In February, Trent John sat down at his desk in the Children, Youth & Families Department and opened up a password-protected Excel spreadsheet. A list of psychotropic medications prescribed to most of the foster-care children in New Mexico popped up on the screen.
There were 31 pages chock full of detail about antipsychotics, antidepressants, anticonvulsants, and other drugs that treat serious medical conditions — and that also require careful monitoring and review. Of the nearly 2,500 kids in foster care, about 500, or one-fifth of the population, received one or more of these drugs.
“This is really going to be able to help us do a lot of good work for the kids,” said John, bureau chief of children and family support services at CYFD. “I was excited when I got [it].”
It was the first time in recent memory that CYFD was given such detailed information, and officials hailed the development as a major step toward the safekeeping of children in its custody.
“If you took my own kid and gave them a bunch of medications and never told me about it, I would be horrified,” said CYFD Secretary Brian Blalock. “We have to be sure that the same thing [isn’t] happening for the kids in the state’s care.”
For over a decade, CYFD has dragged its feet in this responsibility, a Searchlight New Mexico investigation found last year. Among other issues, the agency has not employed a child psychiatrist to review its cases since November 2016, when George Davis, the former psychiatry director, retired.
CYFD is taking steps to fix these problems. The department is working on upgrading its computer system to make it easier to analyze records and identify doctors who prescribe inappropriate medication.
“Really, we should have a bright, bright neon sign that pops up out of the computer when we look at that kid’s file,” Blalock said.
The data are also part of the solution.
For the first time, CYFD can see exactly who is prescribing what medicines to which children.
Reviewing the cases enables the department to “make sure this is an appropriate medication that this child should be on, so we’re not overmedicating children,” John said.
CYFD has already identified 49 kids whose cases warrant further scrutiny, according to spokesperson Charlie Moore-Pabst. That number reflects about 10 percent of the kids whose electronic data the department has so far received.
Studies show that kids in foster care are more likely to be prescribed psychotropic medications compared to the general public, and often without appropriate follow-up.
“Every state needs this work done,” said Anna Johnson, senior policy associate for the National Center for Youth Law and a specialist in the issue of psychotropic prescribing to foster children. “No state has the answer. There’s no national model out there.”
Without such oversight, physicians can go years writing dangerous prescriptions, either out of ignorance, improper training, or outright malice. New Mexico’s insufficient oversight enabled Edwin Hall, a child psychiatrist in Albuquerque, to write hundreds of potentially harmful prescriptions, many for foster children, Searchlight reported last year.
Hall surrendered his medical license in March 2018 after an investigation by the New Mexico Medical Board found that he had irresponsibly prescribed medicines to a variety of patients, six of whom died from overdoses.
The state Attorney General is investigating Hall, and a recent legal filing indicates that the office has evidence that he defrauded the state’s Medicaid program. The state is seeking more than $270,000 from Hall, according to a document filed May 31 as part of Hall’s bankruptcy proceedings.
But the problem extends beyond one bad doctor. New Mexico lacks the comprehensive oversight that would allow CYFD staff to quickly and easily identify suspicious prescribing patterns.
To remedy this, CYFD worked with New Mexico Sen. Bill Tallman (D-Bernalillo) in the last legislative session on a bill to provide for stricter regulations in the prescribing practices to foster children. The bill called for cooperation between state agencies and private companies that collect data on prescriptions of these drugs.
Interest in the issue has also reached the upper echelons of state government. Blalock, appointed in January by Gov. Michelle Lujan Grisham, personally sought advice on Tallman’s bill. In February, he sent an email to Johnson, whose organization has shepherded similar legislation and policy in other states.
The email, the subject line of which read “Help?”, languished in Johnson’s spam folder for weeks, while Tallman’s bill died a quiet death in a busy legislative session.
Despite that setback, the department is finding ways to implement some of the bill’s measures.
In theory, CYFD should have access to all information regarding medications prescribed to children in its custody. In practice, it does not.
That’s because foster parents, doctors and other prescribers frequently neglect to forward that information to CYFD, said Moore-Pabst. And even when they do, the records are stored in physical file folders, under lock and key — not in an electronically searchable database.
Medical, legal and family records are held by disparate agencies in New Mexico, many of which traditionally have been hesitant to share information. For instance, most foster children in New Mexico are on Medicaid, a program that is overseen by the Human Services Department. That means that HSD has primary access to medication data, which it is now sharing with CYFD.
Gov. Lujan Grisham has sought to improve coordination between HSD, CYFD and other agencies by reviving the Children’s Cabinet, an agency tasked with overseeing all child-related issues. And when it comes to monitoring psychotropic medications, that coordination appears to be happening.
“We’re really developing a very collaborative relationship with HSD,” said Bryce Pittenger, CYFD’s director of behavioral health services.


- _About this task_
Repeat every line below exactly as it reads.

:::

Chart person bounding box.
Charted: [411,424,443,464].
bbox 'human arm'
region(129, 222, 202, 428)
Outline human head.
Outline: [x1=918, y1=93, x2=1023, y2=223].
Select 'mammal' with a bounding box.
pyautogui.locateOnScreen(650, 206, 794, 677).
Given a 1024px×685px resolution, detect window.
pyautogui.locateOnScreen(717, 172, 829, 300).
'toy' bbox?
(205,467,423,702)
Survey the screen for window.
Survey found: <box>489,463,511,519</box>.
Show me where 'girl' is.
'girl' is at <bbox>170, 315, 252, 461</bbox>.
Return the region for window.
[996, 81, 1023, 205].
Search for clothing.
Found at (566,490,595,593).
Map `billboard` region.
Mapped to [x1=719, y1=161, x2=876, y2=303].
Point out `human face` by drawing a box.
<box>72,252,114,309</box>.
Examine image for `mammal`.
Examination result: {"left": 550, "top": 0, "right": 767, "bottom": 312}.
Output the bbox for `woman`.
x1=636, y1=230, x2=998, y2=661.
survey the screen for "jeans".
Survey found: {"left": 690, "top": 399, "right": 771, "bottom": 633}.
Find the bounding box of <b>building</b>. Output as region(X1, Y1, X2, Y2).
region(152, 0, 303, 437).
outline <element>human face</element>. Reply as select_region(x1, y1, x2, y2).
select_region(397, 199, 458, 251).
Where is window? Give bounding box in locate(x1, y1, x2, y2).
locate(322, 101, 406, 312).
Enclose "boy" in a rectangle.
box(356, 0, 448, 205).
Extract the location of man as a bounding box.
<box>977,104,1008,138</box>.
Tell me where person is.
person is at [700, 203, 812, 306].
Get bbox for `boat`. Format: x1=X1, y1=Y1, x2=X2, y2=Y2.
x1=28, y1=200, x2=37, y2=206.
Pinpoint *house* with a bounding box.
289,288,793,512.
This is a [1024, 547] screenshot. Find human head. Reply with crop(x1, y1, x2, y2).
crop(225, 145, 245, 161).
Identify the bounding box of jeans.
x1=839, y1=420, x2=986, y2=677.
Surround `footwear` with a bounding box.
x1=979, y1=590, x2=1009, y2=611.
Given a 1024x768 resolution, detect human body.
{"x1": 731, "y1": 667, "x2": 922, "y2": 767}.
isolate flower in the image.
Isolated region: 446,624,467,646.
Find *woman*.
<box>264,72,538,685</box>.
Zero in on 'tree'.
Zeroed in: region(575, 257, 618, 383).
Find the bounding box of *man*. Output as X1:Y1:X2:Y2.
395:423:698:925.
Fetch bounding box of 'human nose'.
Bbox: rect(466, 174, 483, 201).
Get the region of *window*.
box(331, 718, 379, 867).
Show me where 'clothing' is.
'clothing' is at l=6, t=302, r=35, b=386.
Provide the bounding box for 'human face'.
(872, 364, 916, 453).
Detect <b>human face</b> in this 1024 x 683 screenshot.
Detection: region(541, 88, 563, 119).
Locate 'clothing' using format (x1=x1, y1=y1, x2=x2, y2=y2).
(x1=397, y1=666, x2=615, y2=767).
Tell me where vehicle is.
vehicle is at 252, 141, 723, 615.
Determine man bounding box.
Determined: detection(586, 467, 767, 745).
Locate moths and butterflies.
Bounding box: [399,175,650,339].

:::

- _Solution for this problem_
Chart person bounding box.
Charted: [411,424,443,464].
bbox 'human arm'
region(129, 222, 202, 428)
Outline human head.
Outline: [x1=918, y1=93, x2=1023, y2=223].
Select 'mammal' with a bounding box.
pyautogui.locateOnScreen(650, 206, 794, 677).
Given a 1024px×685px resolution, detect window.
pyautogui.locateOnScreen(717, 172, 829, 300).
'toy' bbox?
(205,467,423,702)
Survey the screen for window.
Survey found: <box>489,463,511,519</box>.
Show me where 'girl' is.
'girl' is at <bbox>170, 315, 252, 461</bbox>.
Return the region for window.
[996, 81, 1023, 205].
Search for clothing.
Found at (566,490,595,593).
Map `billboard` region.
Mapped to [x1=719, y1=161, x2=876, y2=303].
Point out `human face` by drawing a box.
<box>72,252,114,309</box>.
Examine image for `mammal`.
Examination result: {"left": 550, "top": 0, "right": 767, "bottom": 312}.
Output the bbox for `woman`.
x1=636, y1=230, x2=998, y2=661.
survey the screen for "jeans".
Survey found: {"left": 690, "top": 399, "right": 771, "bottom": 633}.
Find the bounding box of <b>building</b>. Output as region(X1, Y1, X2, Y2).
region(152, 0, 303, 437).
outline <element>human face</element>. Reply as select_region(x1, y1, x2, y2).
select_region(397, 199, 458, 251).
Where is window? Give bounding box in locate(x1, y1, x2, y2).
locate(322, 101, 406, 312).
Enclose "boy" in a rectangle.
box(356, 0, 448, 205).
Extract the location of man as a bounding box.
<box>977,104,1008,138</box>.
Tell me where person is.
person is at [700, 203, 812, 306].
Get bbox for `boat`. Format: x1=X1, y1=Y1, x2=X2, y2=Y2.
x1=28, y1=200, x2=37, y2=206.
Pinpoint *house* with a bounding box.
289,288,793,512.
This is a [1024, 547] screenshot. Find human head. Reply with crop(x1, y1, x2, y2).
crop(225, 145, 245, 161).
Identify the bounding box of jeans.
x1=839, y1=420, x2=986, y2=677.
Surround `footwear` with a bounding box.
x1=979, y1=590, x2=1009, y2=611.
Given a 1024x768 resolution, detect human body.
{"x1": 731, "y1": 667, "x2": 922, "y2": 767}.
isolate flower in the image.
Isolated region: 446,624,467,646.
Find *woman*.
<box>264,72,538,685</box>.
Zero in on 'tree'.
Zeroed in: region(575, 257, 618, 383).
Find the bounding box of *man*. Output as X1:Y1:X2:Y2.
395:423:698:925.
Fetch bounding box of 'human nose'.
Bbox: rect(466, 174, 483, 201).
Get the region of *window*.
box(331, 718, 379, 867).
Show me where 'clothing' is.
'clothing' is at l=6, t=302, r=35, b=386.
Provide the bounding box for 'human face'.
(872, 364, 916, 453).
Detect <b>human face</b> in this 1024 x 683 screenshot.
Detection: region(541, 88, 563, 119).
Locate 'clothing' using format (x1=x1, y1=y1, x2=x2, y2=y2).
(x1=397, y1=666, x2=615, y2=767).
Tell me where vehicle is.
vehicle is at 252, 141, 723, 615.
Determine man bounding box.
Determined: detection(586, 467, 767, 745).
Locate moths and butterflies.
Bounding box: [399,175,650,339].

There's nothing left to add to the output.